The payoff isn’t just empirical. Arthur and Vassilvitskii proved that k-means++ seeding alone, before Lloyd’s even runs, yields a clustering whose expected cost is within an \(O(\log k)\) factor of the optimal \(J\).D. Arthur and S. Vassilvitskii, “k-means++: The Advantages of Careful Seeding,” Proc. 18th ACM-SIAM Symposium on Discrete Algorithms (SODA), 2007, pp. 1027–1035. The bound is \(\mathbb{E}[J] \le 8(\ln k + 2)\,J_{\text{opt}}\). Uniform random seeding carries no such guarantee; it can be arbitrarily bad. That bound is the reason k-means++ is the default seeding for every implementation in this study, and it’s why the inertia comparison below comes out the way it does.
What it costs to run
One Lloyd’s iteration is dominated by the assignment step, which compares every one of \(n\) points against every one of \(k\) centroids in \(d\) dimensions. That’s \(O(nkd)\) work per iteration. The update step touches each point once to accumulate its cluster’s mean, \(O(nd)\), which the assignment cost swallows. Run it for \(i\) iterations and the whole fit is
\[O(n \cdot k \cdot d \cdot i).\]Three of those four factors are fixed by the problem, but \(i\) is where seeding earns its keep a second time: a good k-means++ start often converges in two or three iterations where a bad random start grinds for many more. The complexity also explains the shape of the parallel story. The \(nkd\) in the assignment step is an embarrassingly parallel map over points, so that’s what Rayon fans out. The update is a reduction, summing each cluster’s members and dividing, and reductions parallelize too, but the cross-iteration dependence in \(i\) does not. You parallelize within an iteration, never across them. That tension, and how far it actually gets us here, is the subject of the parallelism page.

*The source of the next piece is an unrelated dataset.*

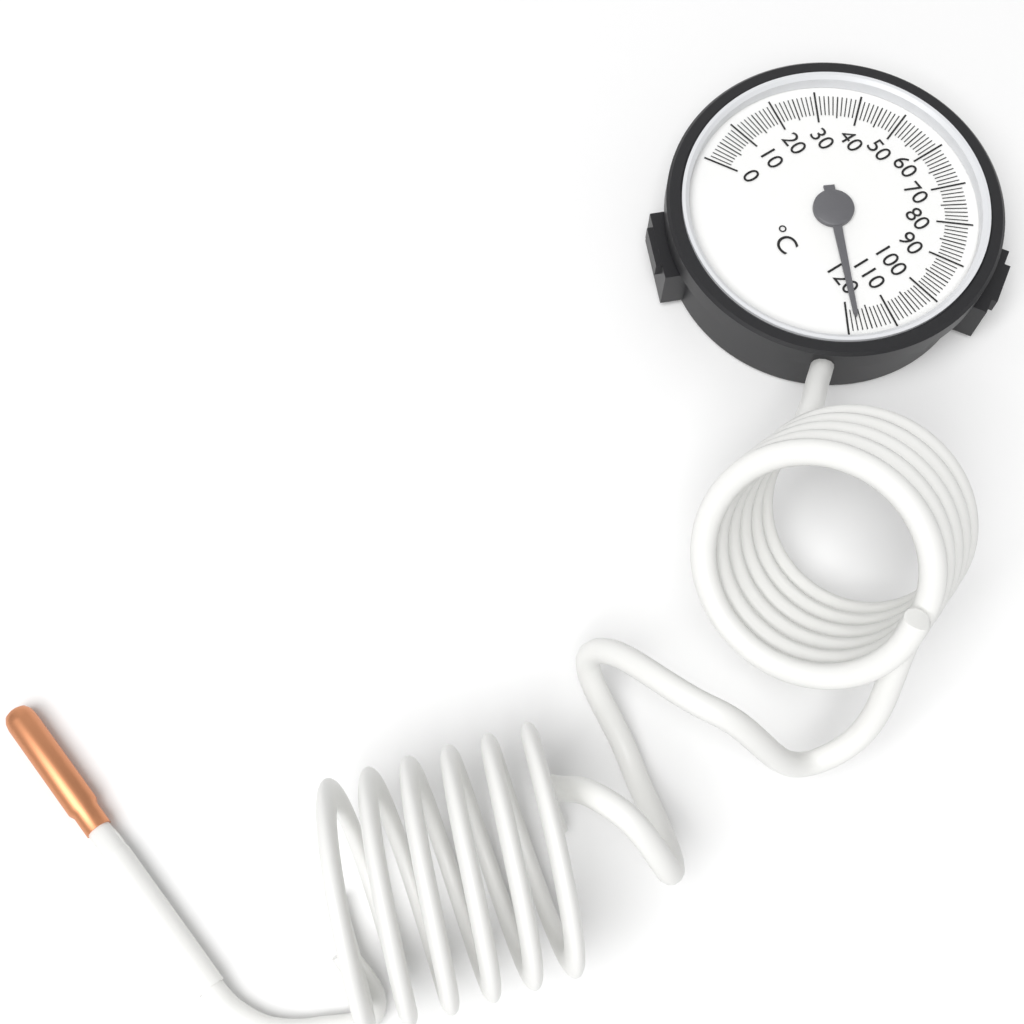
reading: 118 °C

A last note on how I score all of this. Throughout the study I measure clustering quality against the ground-truth labels the data was generated from, mostly with the adjusted Rand indexARI counts pairs of points that two labelings agree to put together or apart, then corrects for the agreement you’d expect by chance. It runs from a small negative number through 1.0; 1.0 is a perfect match up to relabeling, 0 is chance. and the normalized mutual information.NMI is the mutual information between the predicted and true labelings, normalized to \([0,1]\) by their entropies. It rewards labelings that share information regardless of how the clusters are numbered. Both are invariant to how the clusters happen to be numbered, which is exactly what you want when comparing four implementations that have no reason to agree on label order.